10. Two times more likely to drop-out of high school. Students living in homes without biological fathers are twice as likely to repeat a grade in school (US Department of Education).

Long-term studies of the children raised by same-sex parents continue to make waves. While some studies with small samples (fewer than 40 children) have reported 'no differences' in well-being, they have used unreliable psychometric measures of depression or anxiety, which have led to a lapse in policy attention to the potential needs of such children.

Early same-sex studies have also recruited through networks of friends or through advocacy organisations, resulting in a sample of same-sex parents of higher socioeconomic status than is typical of parents in a same-sex relationship generally.

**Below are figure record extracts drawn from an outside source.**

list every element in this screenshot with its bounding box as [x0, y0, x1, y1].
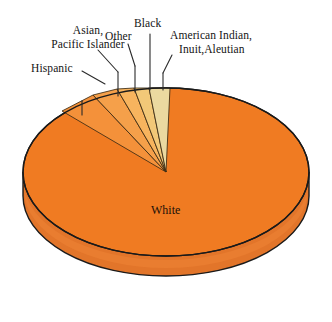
label-white-text: White	[151, 203, 180, 217]
leader-line-american-indian	[163, 55, 172, 73]
leader-line-hispanic	[82, 71, 105, 84]
pie-top-face	[23, 88, 309, 256]
label-other: Other	[105, 30, 132, 43]
leader-line-asian	[98, 50, 118, 72]
label-american-indian-line1: American Indian,	[170, 29, 252, 43]
label-hispanic: Hispanic	[31, 62, 73, 75]
label-other-text: Other	[105, 30, 132, 42]
pie-chart-figure: Hispanic Asian, Pacific Islander Other B…	[0, 0, 332, 322]
label-american-indian-line2: Inuit,Aleutian	[170, 43, 252, 57]
label-black: Black	[134, 17, 161, 30]
label-white: White	[151, 203, 180, 218]
label-black-text: Black	[134, 17, 161, 29]
label-american-indian-inuit-aleutian: American Indian, Inuit,Aleutian	[170, 29, 252, 56]
label-hispanic-text: Hispanic	[31, 62, 73, 74]
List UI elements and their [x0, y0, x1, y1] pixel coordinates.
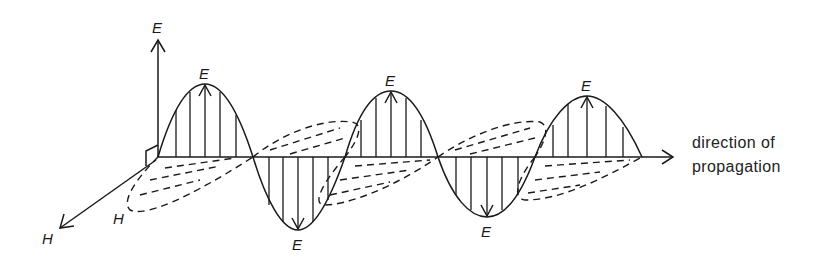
caption-line-1: direction of — [692, 131, 781, 155]
e-axis-label: E — [152, 19, 163, 36]
e-trough-1-label: E — [292, 236, 303, 253]
caption-line-2: propagation — [692, 155, 781, 179]
e-peak-3-label: E — [581, 77, 592, 94]
h-axis-label: H — [42, 230, 53, 247]
propagation-caption: direction of propagation — [692, 131, 781, 179]
h-lobe-label: H — [113, 210, 124, 227]
e-peak-2-label: E — [385, 72, 396, 89]
e-peak-1-label: E — [199, 65, 210, 82]
e-trough-2-label: E — [481, 223, 492, 240]
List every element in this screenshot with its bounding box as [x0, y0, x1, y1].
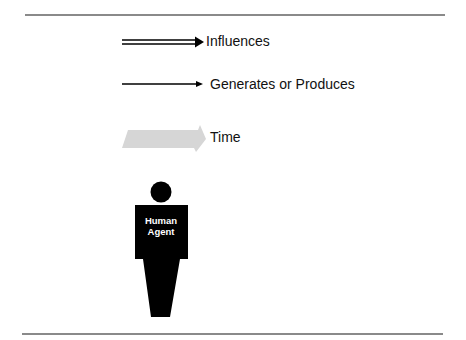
human-agent-figure: Human Agent	[135, 182, 188, 318]
figure-label-line1: Human	[145, 215, 177, 226]
legend-label-generates: Generates or Produces	[210, 76, 355, 92]
time-arrow-icon	[122, 125, 206, 152]
legend-graphics: Human Agent	[0, 0, 466, 340]
head-shape	[151, 182, 172, 203]
legend-label-time: Time	[210, 129, 241, 145]
influences-double-arrow-icon	[122, 37, 204, 48]
generates-arrow-icon	[122, 81, 203, 87]
figure-label-line2: Agent	[148, 226, 176, 237]
legend-label-influences: Influences	[206, 33, 270, 49]
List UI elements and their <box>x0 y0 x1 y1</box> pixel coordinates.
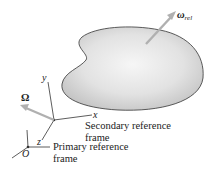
axis-x-label: x <box>93 110 97 120</box>
diagram-stage: ωrel Ω y x z Secondary reference frame O… <box>0 0 210 178</box>
primary-frame-label-line2: frame <box>53 154 77 165</box>
axis-y-label: y <box>42 73 46 83</box>
origin-O-label: O <box>22 149 29 159</box>
primary-frame-label-line1: Primary reference <box>53 142 129 153</box>
omega-subscript: rel <box>185 14 193 22</box>
secondary-frame-label-line1: Secondary reference <box>85 121 171 132</box>
axis-z-label: z <box>37 137 41 147</box>
omega-arrow <box>20 104 54 120</box>
omega-symbol: ω <box>177 9 185 20</box>
omega-rel-label: ωrel <box>177 10 192 22</box>
Omega-label: Ω <box>21 93 29 104</box>
primary-frame-axes <box>12 130 50 158</box>
rigid-body-shape <box>62 27 203 110</box>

Major research challenges the findings of these previous studies. Dr. Peter Sullins, who analysed the data of both studies above, concludes:

"The higher risk of emotional problems for children in same-sex parent families has little or nothing to do with the quality of parenting, care, or other relational characteristics of those families."

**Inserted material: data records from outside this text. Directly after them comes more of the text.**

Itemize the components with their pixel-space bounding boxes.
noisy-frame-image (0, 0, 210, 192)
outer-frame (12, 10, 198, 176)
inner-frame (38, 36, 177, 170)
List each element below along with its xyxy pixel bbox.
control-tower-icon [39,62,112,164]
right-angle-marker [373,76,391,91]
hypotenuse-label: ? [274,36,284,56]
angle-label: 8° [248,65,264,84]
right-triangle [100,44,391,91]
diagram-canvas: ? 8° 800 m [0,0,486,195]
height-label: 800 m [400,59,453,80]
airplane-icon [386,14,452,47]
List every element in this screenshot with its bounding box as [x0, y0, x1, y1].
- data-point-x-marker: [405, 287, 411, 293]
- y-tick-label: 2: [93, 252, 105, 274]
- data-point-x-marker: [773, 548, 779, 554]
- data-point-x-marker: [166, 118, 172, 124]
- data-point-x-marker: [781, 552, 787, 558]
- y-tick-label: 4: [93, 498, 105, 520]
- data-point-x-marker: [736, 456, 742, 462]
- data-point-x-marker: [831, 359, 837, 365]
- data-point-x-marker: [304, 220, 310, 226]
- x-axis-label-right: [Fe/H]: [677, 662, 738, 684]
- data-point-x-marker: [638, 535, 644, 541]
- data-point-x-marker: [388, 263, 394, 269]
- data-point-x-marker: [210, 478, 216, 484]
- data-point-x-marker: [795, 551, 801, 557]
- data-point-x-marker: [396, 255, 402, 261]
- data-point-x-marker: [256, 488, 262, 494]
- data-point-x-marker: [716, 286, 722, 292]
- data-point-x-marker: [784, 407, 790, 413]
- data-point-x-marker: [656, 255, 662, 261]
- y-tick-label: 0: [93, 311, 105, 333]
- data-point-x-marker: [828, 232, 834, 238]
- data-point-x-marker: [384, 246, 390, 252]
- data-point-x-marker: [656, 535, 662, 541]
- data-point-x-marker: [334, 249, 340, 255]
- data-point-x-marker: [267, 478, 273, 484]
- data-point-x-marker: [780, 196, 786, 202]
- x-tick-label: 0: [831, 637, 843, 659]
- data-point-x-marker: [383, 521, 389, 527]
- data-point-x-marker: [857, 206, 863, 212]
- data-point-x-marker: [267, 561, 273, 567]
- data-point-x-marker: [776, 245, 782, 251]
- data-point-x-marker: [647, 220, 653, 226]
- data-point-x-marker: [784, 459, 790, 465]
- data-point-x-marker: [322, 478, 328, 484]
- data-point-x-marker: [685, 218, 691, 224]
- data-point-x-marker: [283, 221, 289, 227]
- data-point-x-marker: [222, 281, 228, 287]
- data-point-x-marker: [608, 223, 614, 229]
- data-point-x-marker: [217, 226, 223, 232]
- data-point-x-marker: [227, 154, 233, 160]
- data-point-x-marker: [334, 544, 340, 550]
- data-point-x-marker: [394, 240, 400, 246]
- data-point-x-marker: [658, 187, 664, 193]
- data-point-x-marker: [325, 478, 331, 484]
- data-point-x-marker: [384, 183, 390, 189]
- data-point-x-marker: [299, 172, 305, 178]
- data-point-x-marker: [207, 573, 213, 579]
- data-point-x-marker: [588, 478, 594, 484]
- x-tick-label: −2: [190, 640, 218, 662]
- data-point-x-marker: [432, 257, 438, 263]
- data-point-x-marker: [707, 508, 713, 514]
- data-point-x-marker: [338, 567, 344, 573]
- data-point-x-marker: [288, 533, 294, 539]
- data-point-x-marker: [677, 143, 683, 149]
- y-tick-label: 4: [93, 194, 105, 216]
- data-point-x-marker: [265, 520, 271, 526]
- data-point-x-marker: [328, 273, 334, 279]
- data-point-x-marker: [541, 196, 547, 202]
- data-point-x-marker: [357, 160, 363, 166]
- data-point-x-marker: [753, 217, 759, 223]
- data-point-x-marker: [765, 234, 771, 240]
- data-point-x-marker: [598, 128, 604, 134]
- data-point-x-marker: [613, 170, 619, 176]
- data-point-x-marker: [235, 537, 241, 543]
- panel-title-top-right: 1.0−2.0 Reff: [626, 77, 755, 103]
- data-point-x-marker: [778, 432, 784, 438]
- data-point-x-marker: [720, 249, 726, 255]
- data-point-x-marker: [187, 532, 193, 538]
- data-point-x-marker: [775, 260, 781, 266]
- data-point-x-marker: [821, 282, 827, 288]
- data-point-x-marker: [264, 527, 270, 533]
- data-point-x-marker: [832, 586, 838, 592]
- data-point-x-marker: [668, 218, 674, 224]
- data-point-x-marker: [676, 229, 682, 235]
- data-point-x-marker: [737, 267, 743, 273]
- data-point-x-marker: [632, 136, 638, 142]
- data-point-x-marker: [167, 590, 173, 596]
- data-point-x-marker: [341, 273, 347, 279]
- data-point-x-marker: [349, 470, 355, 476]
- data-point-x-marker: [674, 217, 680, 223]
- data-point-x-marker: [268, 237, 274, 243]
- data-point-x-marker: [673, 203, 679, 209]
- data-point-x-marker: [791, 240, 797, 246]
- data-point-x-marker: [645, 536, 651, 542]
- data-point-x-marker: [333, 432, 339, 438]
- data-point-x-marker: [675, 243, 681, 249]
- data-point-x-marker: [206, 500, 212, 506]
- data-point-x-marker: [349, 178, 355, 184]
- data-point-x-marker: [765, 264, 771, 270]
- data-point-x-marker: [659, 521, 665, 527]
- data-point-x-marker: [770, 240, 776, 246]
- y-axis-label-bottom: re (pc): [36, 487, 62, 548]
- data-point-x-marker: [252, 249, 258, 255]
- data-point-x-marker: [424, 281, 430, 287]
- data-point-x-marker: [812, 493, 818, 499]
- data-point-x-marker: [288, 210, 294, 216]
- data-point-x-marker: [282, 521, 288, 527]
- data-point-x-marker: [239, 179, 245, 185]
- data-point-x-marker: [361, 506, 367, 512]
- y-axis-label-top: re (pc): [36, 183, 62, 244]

The primary benefit of marriage for children may not be that it tends to present them with improved parents (more stable, financially affluent, etc., although it does do this), but that it presents them with their own parents.

In essence, you can never replace the bond of love that exists among a child and their true father and mother. Children raised without a father or a mother will grow up in longing, unable to access their true family.

Familial Advantages

A Stable Environment:
Children raised in a family with married, heterosexual parents have a higher likelihood of having stability in their current and future relationships and emotional bonding. In a single-parent household children have higher chances of feeling a sense of loss regarding the absent parent, missing out on the advantages of emotional support and dual insights both parents can provide.

Behavioral Stability:
With both parents, children get a better sense of what is acceptable and unacceptable, as far as behavior is concerned, especially when both parents look after their nurturing. When both parents agree on the kind of behavior that they want from their children, it adds authority, and thus can be instilled in a better way.

A Sense of Consistency:
Children get a sense consistency, especially in extended families where there is closeness with other family members including grandparents, aunts, uncles, and cousins. This provides a strong foundation, providing guiding principles all their lives.

Learning Skills:
In larger families, children often get more training in life skills, with mothers and female members teaching their children relationship skills and domestic skills, fathers and male members, in general, teaching their children handiwork and sports skills, as well as how to deal with the world outside.

Sharing Responsibility:
With two parents and extended family members sharing the responsibility of raising children, it frees up time to pursue other interests or get a rest. Children also tend to take on the sharing of the responsibilities, such as older siblings taking care of their younger siblings with roles usually performed by expectation and example, rather than formal instruction.

Physical and Emotional Support:
Larger families usually have more physical and emotional resources with which they can reinforce the whole. Through observing their parents and by following the examples set by them, children learn how to help in the building of the family.